On January 13, 1958, the U.S. Supreme Court both accepted the case and, without hearing oral argument, issued a terse per curiam decision reversing the Ninth Circuit. The decision, citing its June 24, 1957, landmark decision in Roth v. United States, read in its entirety:
On the same day, the court issued a similar per curiam decision also citing Roth in Sunshine Book Co. v. Summerfield, which concerned the distribution of two nudist magazines.

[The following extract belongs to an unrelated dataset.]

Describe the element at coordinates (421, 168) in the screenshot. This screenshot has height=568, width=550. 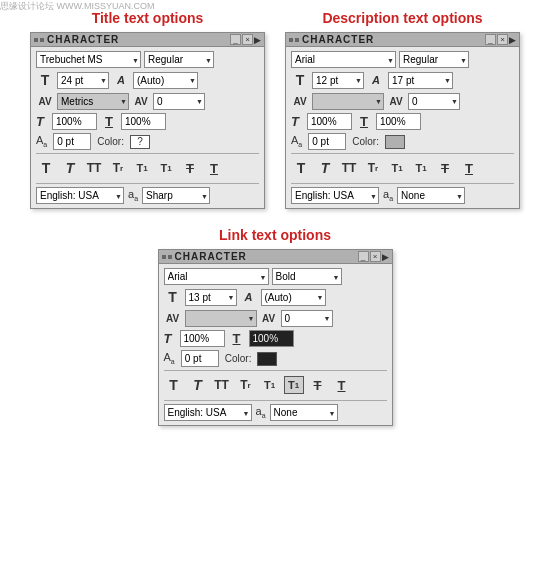
I see `desc-btn-T-sub: T1` at that location.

One, Inc. v. Olesen was the first U.S. Supreme Court ruling to deal with homosexuality[6] and the first to address free speech rights with respect to homosexuality. The justices supporting the reversal were Frankfurter, Douglas, Clark, Harlan, and Whittaker. As an affirmation of Roth, the case itself has proved most important for, in the words of one scholar, "its on-the-ground effects. By protecting ONE, the Supreme Court facilitated the flourishing of a gay and lesbian culture and a sense of community" at the same time as the federal government was purging homosexuals from its ranks.[5]
In its next issue, ONE told its readers: "For the first time in American publishing history, a decision binding on every court now stands. ... affirming in effect that it is in no way proper to describe a love affair between two homosexuals as constitut(ing) obscenity."[5]